Cameroon: Breast ironing
http://www.worldpulse.com/magazine/articles/cameroon-mama-hates-my-sprouting-breasts
According to statistics from the United Nations Population Fund, one out of every four girls in Cameroon is a victim of breast ironing. That’s 3.8 million girls. The practice is most prevalent in the Christian and animist south of the country, where in some regions, half of the female population is subject to breast ironing. The damaging effects of this form of body mutilation by far outweigh any reasoning behind the practice. Fertilized by the culture of silence, breast ironing has made it right up to this age of scientific advancement. Many women have seen the benefits of educating their girl children. They are ready to do anything to prevent their daughters from teenage pregnancy and early marriage that would bring an end to their daughters’ education. This mutilation has proven to be futile when it comes to deterring teenage sexual activity and many of the girls still end up disfigured with teenage pregnancies.
Breast ironing can be a source of excruciating pain and violates a young girl’s physical integrity. A 25-year-old victim says she feels embarrassed each time she is naked amongst her peers because her breast tissues are worn out like those of an old woman. “The thing is very much alive everywhere, yet no one talks about it because it is done behind closed doors and kept as a secret between mothers and daughters. Not even the fathers are usually aware of these acts,” she says.
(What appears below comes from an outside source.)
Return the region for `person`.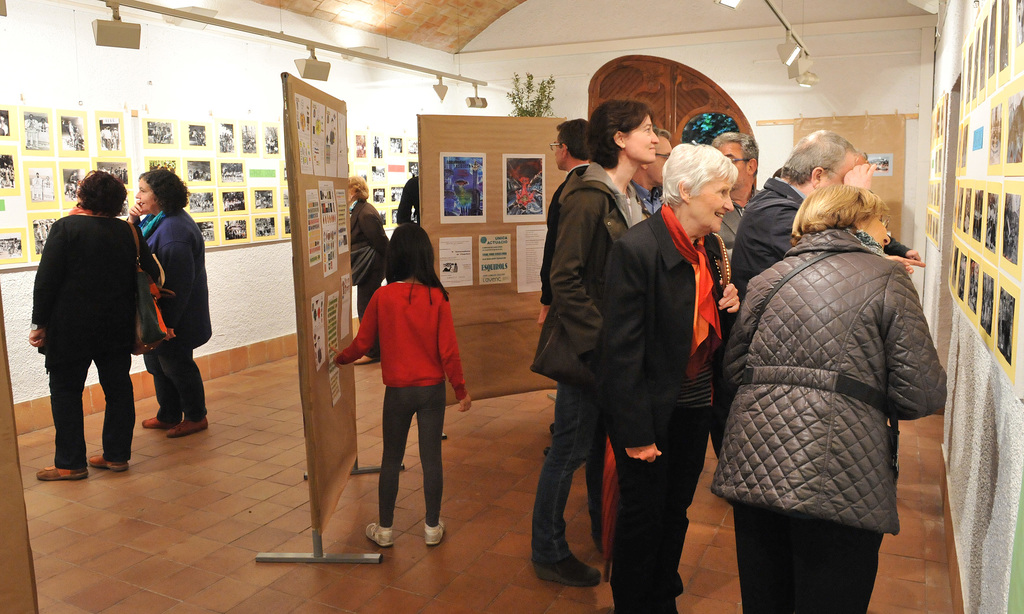
box=[349, 172, 392, 369].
Many thanks to Ophelia Benson over at Butterflies and Wheels for alerting me to this issue, which I had not known about before. Something else to add to the long list of practices designed to keep women in their place and ensure that their proprietary value (let’s tell it like it is, huh?) is not lessened by allowing them to commit such heinous crimes as looking attractive, talking to men, having relationships or getting raped (by men they are not married to).
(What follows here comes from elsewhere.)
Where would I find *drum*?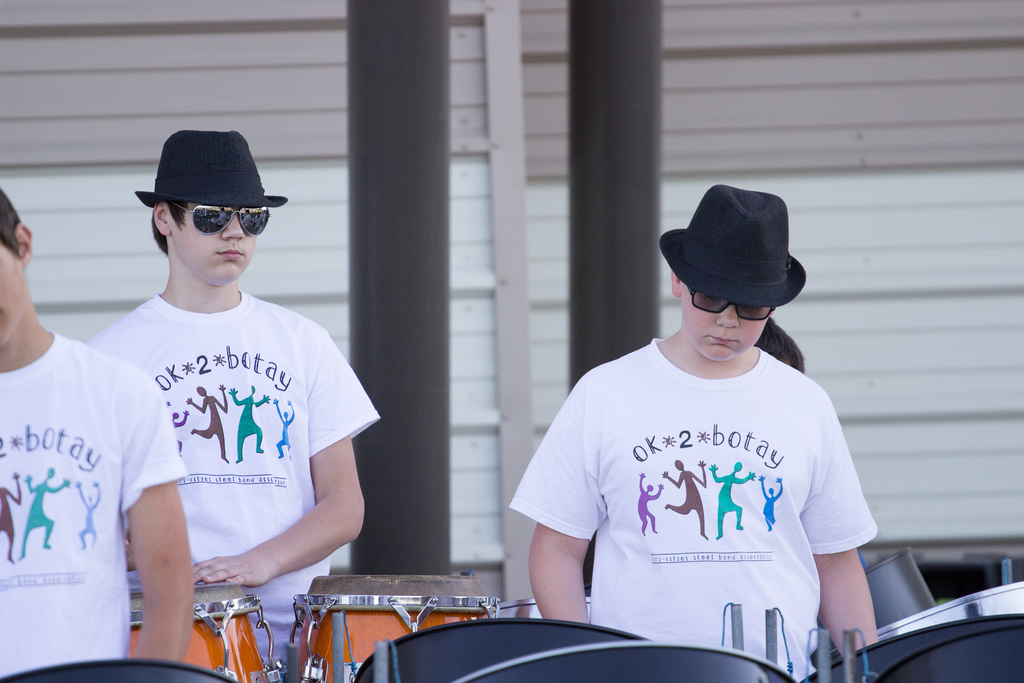
At region(132, 580, 283, 682).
Even in the supposedly enlightened West, women are still admonished not to ‘dress like sluts’ to avoid the attacks of their lust-filled male peers; and this is especially ironic in light of the commercially based pressure on women to look appealing and be accessible. God help us if we don’t banish our spots, smooth our wrinkles, conceal our blemishes, wear eyelash enhancer and waterproof make-up, and above all GET THIN, because obviously we’ll just be repulsive otherwise.
So on the one hand, we’re told, men can’t help their overwhelming compulsion to sleep with us, and on the other, they won’t touch us with the proverbial barge-pole unless we are drop-dead gorgeous. And every way we turn, women lose, and in the worst cases, they lose their lives. It’s wholly, cruelly, horribly unjust.
Weekly update #4, and accompanying rant
Cameroon: Breast ironing
http://www.worldpulse.com/magazine/articles/cameroon-mama-hates-my-sprouting-breasts
Many thanks to Ophelia Benson over at Butterflies and Wheels for alerting me to this issue, which I had not known about before. Something else to add to the long list of practices designed to keep women in their place and ensure that their proprietary value (let’s tell it like it is, huh?) is not lessened by allowing them to commit such heinous crimes as looking attractive, talking to men, having relationships or getting raped (by men they are not married to).
Even in the supposedly enlightened West, women are still admonished not to ‘dress like sluts’ to avoid the attacks of their lust-filled male peers; and this is especially ironic in light of the commercially based pressure on women to look appealing and be accessible. God help us if we don’t banish our spots, smooth our wrinkles, conceal our blemishes, wear eyelash enhancer and waterproof make-up, and above all GET THIN, because obviously we’ll just be repulsive otherwise.
So on the one hand, we’re told, men can’t help their overwhelming compulsion to sleep with us, and on the other, they won’t touch us with the proverbial barge-pole unless we are drop-dead gorgeous. And every way we turn, women lose, and in the worst cases, they lose their lives. It’s wholly, cruelly, horribly unjust.